REMEMBER when ‘controversial’ songs caused a tabloid storm and important people like Radio 1 DJ Mike Read had an aneurysm? Here are some that seem distinctly tame now.
God Save the Queen – The Sex Pistols
Predictably the BBC banned it, possibly due to it equating the Queen with ‘the fascist regime’. However 25 years later the lyric ‘They made you a moron’ really can’t be faulted. They were leaving marmalade sandwiches outside Buckingham Palace for a fictional bear, for f**k’s sake.
Baby One More Time – Britney Spears
The controversy was of course down to 17-year-old Britney’s schoolgirl outfit. Now it’s just regarded as a pop classic, so you don’t have to hand yourself over to the police if you accidentally hear it in Asda.
Papa Don’t Preach – Madonna
Caused a brief controversy due to the line ‘I’m keeping my baby’. The British press was obsessed with teen pregnancy, and Madonna was clearly promoting feckless breeding as surely as if it was called You Can’t Get Pregnant If You Suck On A Refresher.
Relax – Frankie Goes To Hollywood
Strangely devoid of sexual references apart from the phrase ‘when you want to come’. The BBC banned it and Mike Read called it ‘obscene’, but he is a massive twat, as his song Ukip Calypso (sample lyric: ‘illegal immigrants in every town’) later conclusively proved.
White Rabbit – Jefferson Airplane
It’s quaint that people puzzled over whether the lyrics were about drugs. Of course they were about f**king drugs. There’s pills, mushrooms and a hookah and it’s unlikely Grace Slick et al picked this children’s book at random. You’d be hard-pressed to find drug references in A Bear Called Paddington, unless ‘marmalade sandwiches’ is confusing slang for microdots.
Smack My Bitch Up – The Prodigy
An undeniably problematic track – on the one hand the title is extremely misogynistic, on the other it’s not like anyone regarded it as good relationship advice. The total shitstorm surrounding its release died away, and now you probably cheerfully listen to it on the school run.
Dear God – XTC
Of all the bands likely to spark a bomb threat to a radio station, you don’t think of XTC. But when American Christians heard the politely atheist lyrics they went absolutely nuts. Funny to think believers in a ruthless omnipotent deity were so rattled by an art-rock band from Swindon whose only hit anyone remembers now is Senses Working Overtime.
F**k Tha Police – NWA
The gangsta rap scare has long passed, and it looks like America’s police still have the upper hand. Now you’re most like to hear F**k Tha Police on a cosy BBC4 documentary with Jo Whiley describing it as a classic.
Give Ireland Back to the Irish – Paul McCartney
Macca doesn’t address what to do with all those loyalists who don’t want to be given back to the Irish. Still, it’s a bit much to expect a solution to centuries of political and sectarian strife from the creator of the Frog Chorus, sample lyric: ‘La la la/ La la la la la’
Lemon Incest – Serge and Charlotte Gainsbourg
Slightly obscure, but definitely controversial and somehow you’ve got to respect Serge for doing a song about incest with his own daughter. Although he probably does owe his countrymen an apology for perpetuating the stereotype of the horribly oversexed Frenchman.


■ **WHAT NEEDS TO BE DONE**
How many lines in the data below include the word "Farm"? Respond with the number, nothing more.

Collected data entries
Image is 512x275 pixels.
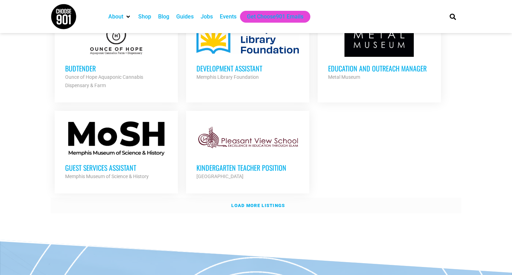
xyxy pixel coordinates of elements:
[108,13,123,21] a: About
[186,111,309,191] a: Kindergarten Teacher Position [GEOGRAPHIC_DATA]
[55,111,178,191] a: Guest Services Assistant Memphis Museum of Science & History
[231,203,285,208] strong: Load more listings
[196,173,243,179] strong: [GEOGRAPHIC_DATA]
[176,13,194,21] a: Guides
[196,74,259,80] strong: Memphis Library Foundation
[138,13,151,21] a: Shop
[158,13,169,21] a: Blog
[65,74,143,88] strong: Ounce of Hope Aquaponic Cannabis Dispensary & Farm
[220,13,236,21] a: Events
[201,13,213,21] a: Jobs
[328,74,360,80] strong: Metal Museum
[105,11,135,23] div: About
[328,64,430,73] h3: Education and Outreach Manager
[65,64,167,73] h3: Budtender
[196,163,299,172] h3: Kindergarten Teacher Position
[318,11,441,92] a: Education and Outreach Manager Metal Museum
[186,11,309,92] a: Development Assistant Memphis Library Foundation
[65,173,149,179] strong: Memphis Museum of Science & History
[447,11,459,22] div: Search
[105,11,438,23] nav: Main nav
[55,11,178,100] a: Budtender Ounce of Hope Aquaponic Cannabis Dispensary & Farm
[50,197,461,213] a: Load more listings
[196,64,299,73] h3: Development Assistant
[247,13,303,21] a: Get Choose901 Emails
[65,163,167,172] h3: Guest Services Assistant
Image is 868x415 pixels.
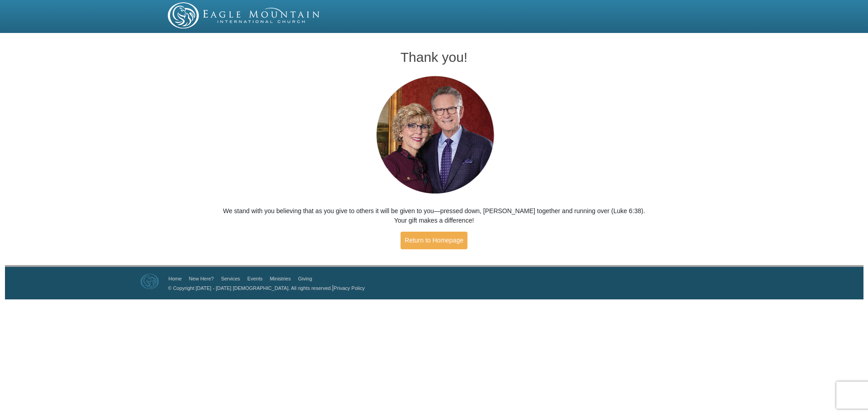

■ **OUTPUT OF THE TASK**
2